They've been gatekeeping, yes, as they're one of the big three distributors in the US prior to the lockdown. Many stores only do business with one or two, and Alliance has been the one I've overheard most often.

Their inability to provide product in a timely manner has been a problem for my FLGS. And me.

They also don't get many of the indie games... and a number of things they show in their catalogue haven't been restocked even tho' the publisher has done additional print runs...
... Forcing me to look at direct-from-publisher for certain books.
 

Here's what a few TTRPG and related companies are owed by Diamond and/or Alliance according to the filings:

Wizards of the Coast: $914,602
Hasbro (separately): $1,064,378
Catalyst Game Labs (BattleTech, Shadowrun, Voltron): $401,483
Army Painter Ap5 (miniature paint manufacturer) $316,296
Publisher Services, Inc (board game and TTRPG distributor): $223,141

Also, NECA is owed $2,682,994. This is mostly from collectibles, but NECA also owns WizKids and Alliance handled distribution for HeroClix and their various D&D/Pathfinder miniature lines.
It will be interesting to see where the debt lies in the corporate structure between Diamond and Alliance, and how a sale of Alliance will affect the above listed creditors. If/when Alliance is sold, who gets the money? Alliance creditors or is it spread out amongst all of Diamond's creditors?
 

What exactly does this mean? As in they were gatekeeping the tabletop RPG scene? Or is this a different meaning?
At least in the US, distributors act as de facto gatekeepers to getting your products on retail store shelves. You can certainly succeed these days with direct sales and crowdfunding models, but if you want access to any significant number of game stores you have to get one (and preferably more than one) of the major distributors to carry your stuff. That's never been a guaranteed thing, and the distributors my various FLGSs use have become increasingly risk-averse as their own financial position has become weaker. They simply won't stock as widely or as deeply as they once did, and dealing with really small publishers isn't very appealing at all to most of them at this point. Even when you do get them to stock a line, they're often sluggish about restocking as things sell out in their warehouse, and sometimes won't do so at all - which inevitably leads to stores acting the same way, treating many games as something to carry for a handful of order cycles at most and then just forget about in favor of newer product.
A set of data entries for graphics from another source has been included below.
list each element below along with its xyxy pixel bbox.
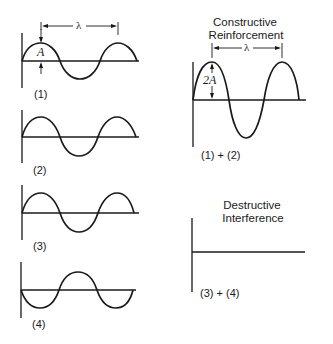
wave-panel-3: (3) xyxy=(22,185,139,252)
sum-label: (1) + (2) xyxy=(201,149,240,161)
wavelength-indicator: λ xyxy=(41,19,118,35)
constructive-title-line1: Constructive xyxy=(213,16,277,28)
panel-label: (2) xyxy=(33,164,46,176)
wave-panel-1: λ A (1) xyxy=(22,19,139,100)
wave-interference-diagram: λ A (1) (2) (3) (4) Constructive Rein xyxy=(0,0,333,344)
wave-panel-2: (2) xyxy=(22,110,139,176)
panel-label: (4) xyxy=(32,318,45,330)
constructive-title-line2: Reinforcement xyxy=(209,29,285,41)
sum-label: (3) + (4) xyxy=(200,287,239,299)
wave-panel-4: (4) xyxy=(21,262,136,330)
destructive-panel: Destructive Interference (3) + (4) xyxy=(192,199,305,299)
constructive-panel: Constructive Reinforcement λ 2A (1) + (2… xyxy=(193,16,306,161)
panel-label: (1) xyxy=(34,88,47,100)
destructive-title-line1: Destructive xyxy=(223,199,281,211)
wavelength-label: λ xyxy=(244,41,250,53)
amplitude-indicator: A xyxy=(36,29,45,74)
wavelength-indicator: λ xyxy=(212,41,282,58)
amplitude-label: 2A xyxy=(203,73,217,87)
wavelength-label: λ xyxy=(76,19,82,31)
amplitude-label: A xyxy=(36,45,45,59)
panel-label: (3) xyxy=(33,240,46,252)
destructive-title-line2: Interference xyxy=(222,212,283,224)
amplitude-indicator: 2A xyxy=(203,63,217,99)
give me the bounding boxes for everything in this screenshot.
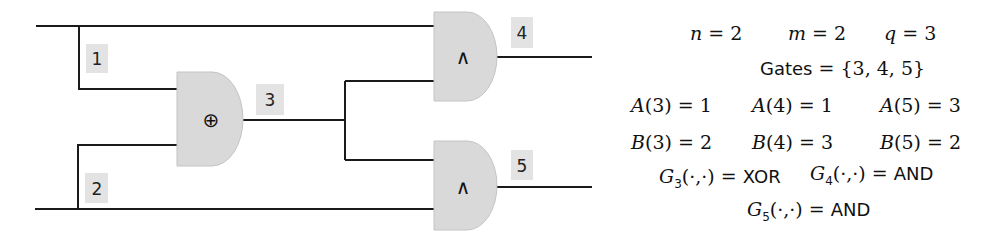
param-q: q = 3 xyxy=(884,22,936,44)
param-n: n = 2 xyxy=(690,22,742,44)
and-symbol-icon: ∧ xyxy=(456,45,471,69)
a-4: A(4) = 1 xyxy=(752,94,833,116)
xor-symbol-icon: ⊕ xyxy=(203,108,220,132)
circuit-diagram: ⊕ ∧ ∧ 1 2 3 4 5 xyxy=(0,0,620,243)
a-3: A(3) = 1 xyxy=(631,94,712,116)
gate-4-and: ∧ xyxy=(434,12,497,101)
and-symbol-icon: ∧ xyxy=(456,175,471,199)
label-3-text: 3 xyxy=(265,90,276,110)
a-5: A(5) = 3 xyxy=(880,94,961,116)
g-4: G4(·,·) = AND xyxy=(810,162,933,188)
label-3: 3 xyxy=(256,84,284,115)
label-1-text: 1 xyxy=(92,49,103,69)
b-3: B(3) = 2 xyxy=(631,131,712,153)
gate-5-and: ∧ xyxy=(434,141,497,230)
g-5: G5(·,·) = AND xyxy=(747,198,870,224)
b-5: B(5) = 2 xyxy=(880,131,961,153)
label-2: 2 xyxy=(85,173,108,203)
label-2-text: 2 xyxy=(92,179,103,199)
param-m: m = 2 xyxy=(788,22,846,44)
label-4-text: 4 xyxy=(517,23,528,43)
gates-set: Gates = {3, 4, 5} xyxy=(760,57,925,79)
b-4: B(4) = 3 xyxy=(752,131,833,153)
label-5: 5 xyxy=(511,150,533,180)
label-5-text: 5 xyxy=(517,156,528,176)
g-3: G3(·,·) = XOR xyxy=(659,165,781,191)
label-1: 1 xyxy=(86,44,108,73)
label-4: 4 xyxy=(511,17,533,48)
gate-3-xor: ⊕ xyxy=(177,72,243,166)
The trend started well before COVID but became much more noticeable afterward. There are viable alternatives for smaller companies now - direct sales online, crowdfunding, even Patreon and the like - but they still lack the ability to put physical product on store shelves where people can pick it up and look at in person. Even in 2025 that's a style of shopping many people prefer, and that isn't going to change any time soon.